Shapes of death haunt life,
Neurosis eclipsing each in special shadow:
Unrequited love not solving
One’s need to become another’s body
Wears black invisibility:
The greed for property
Heaps a skyscraper over the breathing ribs:
The speedlines of dictators
Cut their own stalks:
From afar, we watch the best of us –
Whose adored desire was to die for the world.

Ambition is my death. That flat thin flame
I feed, that plants my shadow. This prevents love
And offers love of being loved or loving.

The Sermon on the Warpland

“The fact that we are black
is our ultimate reality.”
—Ron Karenga



And several strengths from drowsiness campaigned
but spoke in Single Sermon on the warpland.

And went about the warpland saying No.
“My people, black and black, revile the River.
Say that the River turns, and turn the River.

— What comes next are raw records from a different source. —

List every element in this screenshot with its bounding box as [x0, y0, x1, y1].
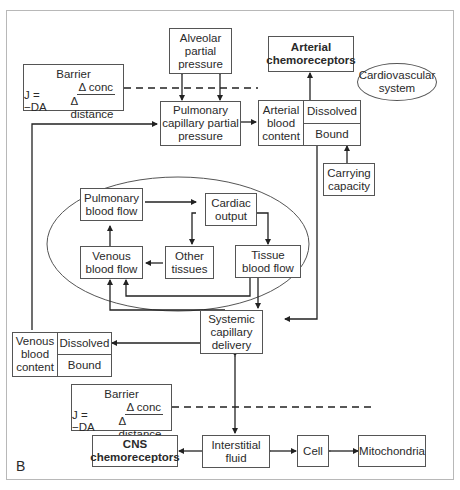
node-label: Cell — [303, 445, 323, 458]
node-label: Mitochondria — [359, 445, 425, 458]
equation-lhs: J = −DA — [24, 89, 64, 113]
node-label: Interstitial fluid — [203, 439, 269, 465]
alveolar-partial-pressure-node: Alveolar partial pressure — [169, 28, 232, 74]
dissolved-cell: Dissolved — [58, 333, 111, 355]
cell-node: Cell — [297, 435, 329, 467]
cardiac-output-node: Cardiac output — [205, 193, 257, 226]
node-label: Pulmonary blood flow — [81, 192, 142, 218]
equation-fraction: Δ conc Δ distance — [69, 81, 123, 121]
node-label: Systemic capillary delivery — [201, 313, 262, 352]
arterial-blood-content-node: Arterial blood content Dissolved Bound — [258, 100, 361, 146]
node-label: Other tissues — [166, 250, 213, 276]
other-tissues-node: Other tissues — [165, 246, 214, 279]
carrying-capacity-node: Carrying capacity — [323, 163, 375, 196]
equation-lhs: J = −DA — [72, 409, 112, 433]
node-label: Venous blood flow — [81, 250, 142, 276]
mitochondria-node: Mitochondria — [358, 435, 426, 467]
oval-text: Cardiovascular system — [358, 69, 436, 95]
tissue-blood-flow-node: Tissue blood flow — [235, 245, 301, 278]
venous-blood-flow-node: Venous blood flow — [80, 246, 143, 279]
denominator: Δ distance — [69, 95, 123, 121]
node-label: CNS chemoreceptors — [90, 438, 179, 464]
arterial-chemoreceptors-node: Arterial chemoreceptors — [268, 36, 354, 72]
numerator: Δ conc — [125, 401, 164, 415]
bound-cell: Bound — [304, 124, 360, 146]
systemic-capillary-delivery-node: Systemic capillary delivery — [200, 310, 263, 354]
numerator: Δ conc — [77, 81, 116, 95]
venous-blood-content-node: Venous blood content Dissolved Bound — [12, 332, 112, 377]
content-label: Arterial blood content — [259, 101, 304, 145]
pulmonary-blood-flow-node: Pulmonary blood flow — [80, 188, 143, 221]
panel-label: B — [16, 458, 25, 474]
interstitial-fluid-node: Interstitial fluid — [202, 435, 270, 468]
pulmonary-capillary-partial-pressure-node: Pulmonary capillary partial pressure — [160, 101, 241, 146]
node-label: Alveolar partial pressure — [170, 32, 231, 71]
node-label: Carrying capacity — [324, 167, 374, 193]
barrier-title: Barrier — [72, 388, 171, 400]
fick-equation: J = −DA Δ conc Δ distance — [24, 81, 123, 121]
bound-cell: Bound — [58, 355, 111, 376]
barrier-top: Barrier J = −DA Δ conc Δ distance — [23, 64, 124, 111]
node-label: Cardiac output — [206, 197, 256, 223]
node-label: Pulmonary capillary partial pressure — [161, 104, 240, 143]
cardiovascular-system-label: Cardiovascular system — [357, 63, 437, 101]
cns-chemoreceptors-node: CNS chemoreceptors — [92, 435, 178, 467]
dissolved-cell: Dissolved — [304, 101, 360, 124]
content-label: Venous blood content — [13, 333, 58, 376]
barrier-bottom: Barrier J = −DA Δ conc Δ distance — [71, 384, 172, 431]
node-label: Arterial chemoreceptors — [266, 41, 355, 67]
node-label: Tissue blood flow — [236, 249, 300, 275]
barrier-title: Barrier — [24, 68, 123, 80]
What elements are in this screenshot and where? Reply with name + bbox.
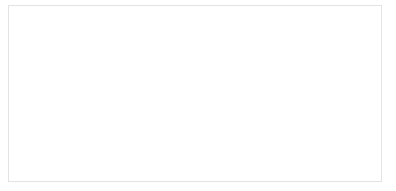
chart-container: 0200,000400,000600,000800,0001,000,0001,…	[0, 0, 396, 191]
chart-frame	[8, 5, 382, 182]
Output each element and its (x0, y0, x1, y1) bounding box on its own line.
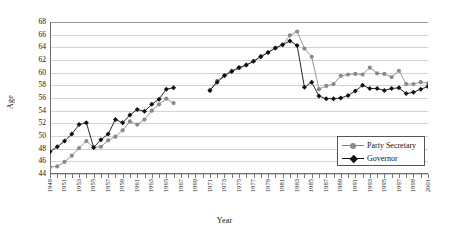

Say that our Something in doublepod contains
sees for the coming hell and health together.
Prepare to meet
(sisters, brothers) the brash and terrible weather;
the pains;
the bruising; the collapse of bestials, idols.

The Sentence

There is that in love
which, by the syntax of,
men find women and join
their bodies to their minds

--which wants so to acquire
a continuity, a place,
a demonstration that it must
be one's own sentence.

The Self Banished

It is not that I love you less
Than when before your feet I lay,
But to prevent the sad increase
Of hopeless love, I keep away.

In vain (alas!) for everything
Which I have known belong to you,
Your form does to my fancy bring,
And makes my old wounds bleed anew.

Who in the spring from the new sun
Already has a fever got,
Too late begins those shafts to shun,
Which Phœbus through his veins has shot.